Hillary Clinton’s Laughable Claim: Petraeus Offense Was Worse
Andrew C. McCarthy, Ordered Liberty
Last week’s Washington Post bombshell, the news that the Justice Department has given immunity from prosecution to the former State Department staffer who maintained Hillary Clinton’s “homebrew” email server, is forcing Mrs. Clinton and her apologists to alter their media strategy.
For months it has been obvious that a serious criminal investigation of the former secretary of State’s reckless mishandling of classified information has been underway. Yet Camp Clinton has maintained that the government is merely engaged in a “security inquiry” that is focused on the physical server itself — not a probe of criminal suspects. This has never made sense. The FBI, which has assigned many agents to the case, is in the criminal investigation business.
Plus, when the now-immunized former staffer, Bryan Pagliano, invoked his Fifth Amendment privilege in refusing to testify before the House Benghazi committee, it signaled that he feared truthful answers would incriminate him.
Now with Pagliano apparently poised to cooperate with the FBI, the claim that Mrs. Clinton is not a criminal suspect is untenable. So Clinton and her supporters are changing tack: instead of implausibly insisting there is no crime to investigate, they argue that there is no crime worth prosecuting.

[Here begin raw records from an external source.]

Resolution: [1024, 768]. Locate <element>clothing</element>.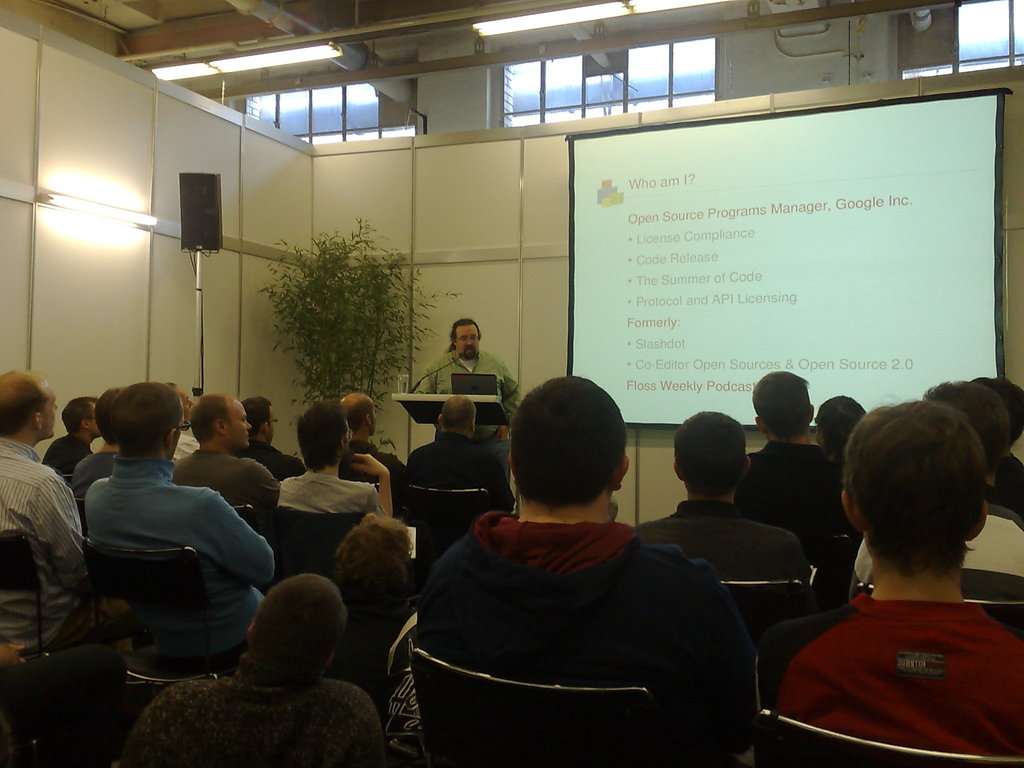
locate(241, 436, 296, 483).
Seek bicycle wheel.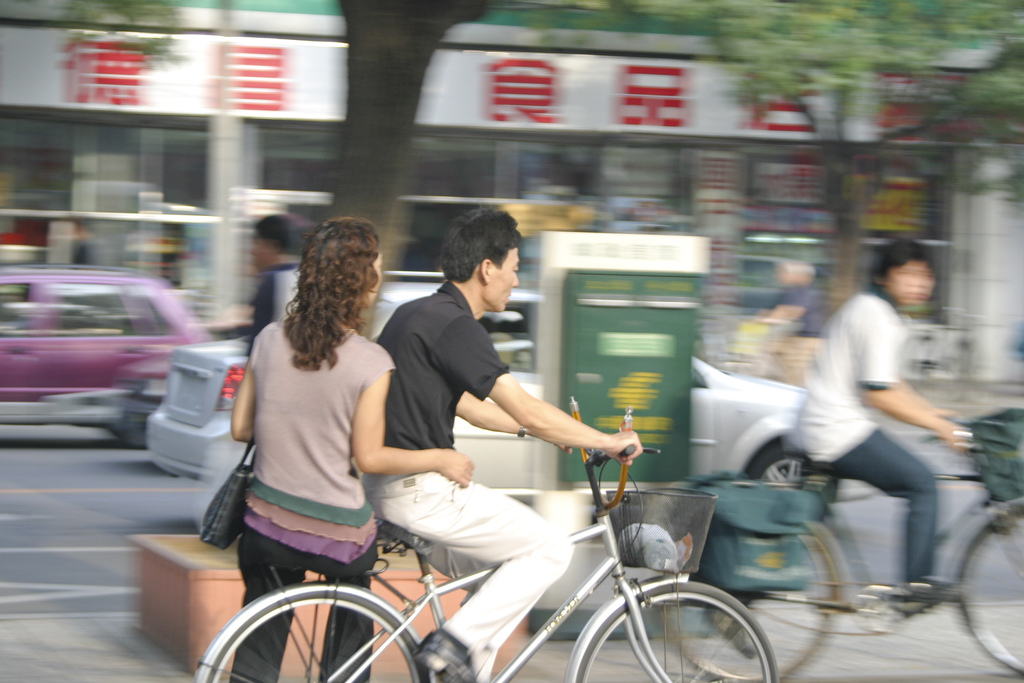
(572,578,779,682).
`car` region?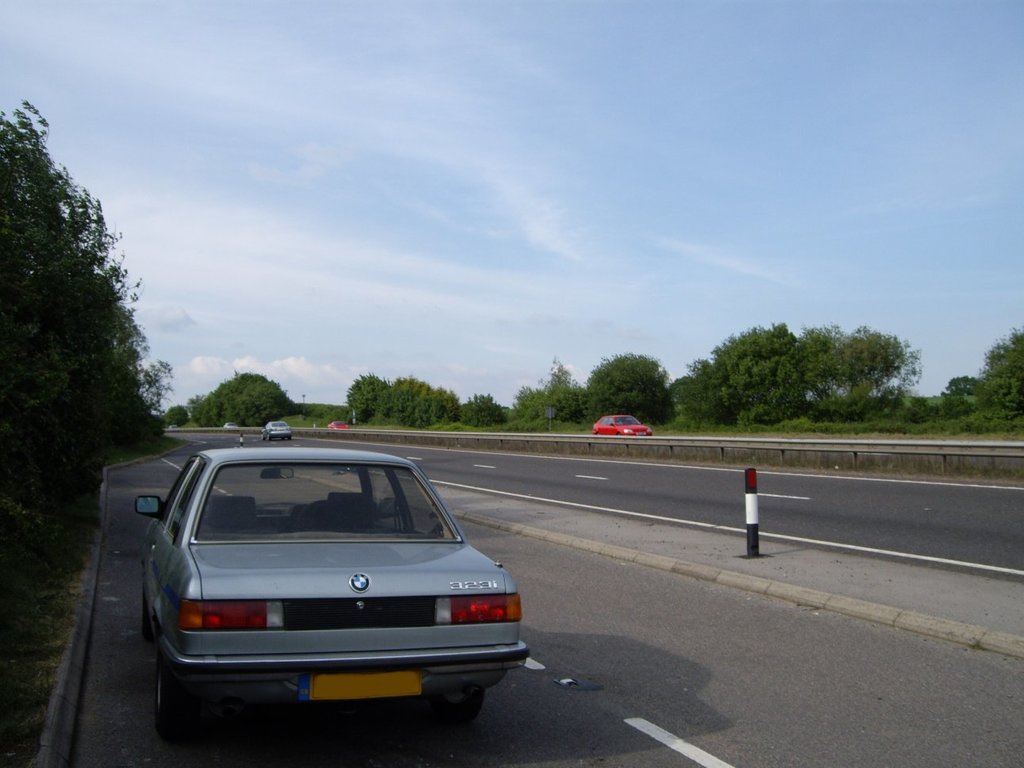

This narrative was first floated a few months ago. The story goes like this: retired General David Petraeus, the former CIA director, committed a classified information offense that — according to Clintonistas — was far more serious than Mrs. Clinton’s conduct, yet Petraeus was permitted to plead guilty to a single misdemeanor count. Ergo, a prosecution of Mrs. Clinton over her comparatively minor misconduct cannot be justified.
When Camp Clinton first began spinning its Petraeus yarn, I explained that it relies on Anne M. Tompkins, the former U.S. attorney for western North Carolina who oversaw the prosecution against the general. Tompkins, who just happens to be a Hillary Clinton donor, exploits the aura of authority from her obvious familiarity with the Petraeus case to suggest that she is a reliable source on Clinton case — which she dutifully portrays as weak. To note just the most obvious problems with her analysis: even when she worked for the government (which she no longer does), Tompkins never had anything to do with the Clinton investigation; and she can’t possibly know the full extent of the FBI’s evidence because the probe is ongoing and, quite properly, the FBI is not commenting publicly.
Moving right along, though, Ms. Tompkins relates that, despite his serious crimes, General Petraeus was permitted — by Tompkins, of course — to plead guilty to a mere misdemeanor. Thus, she reasons, it would be unthinkable to file charges — particularly, harsher felony charges — against Clinton, the purportedly lesser offender.
Precious, no?
The Obama-appointed prosecutor who plea-bargained egregious felonies down to a slap on the wrist for the Obama-appointed CIA director would have us view her irresponsible charging decision as the gold standard for evaluating similar cases.
And how’s this for a small world: the defense lawyer who beguiled Tompkins into giving Petraeus a near-total pass just happens to be David Kendall — Mrs. Clinton’s lawyer.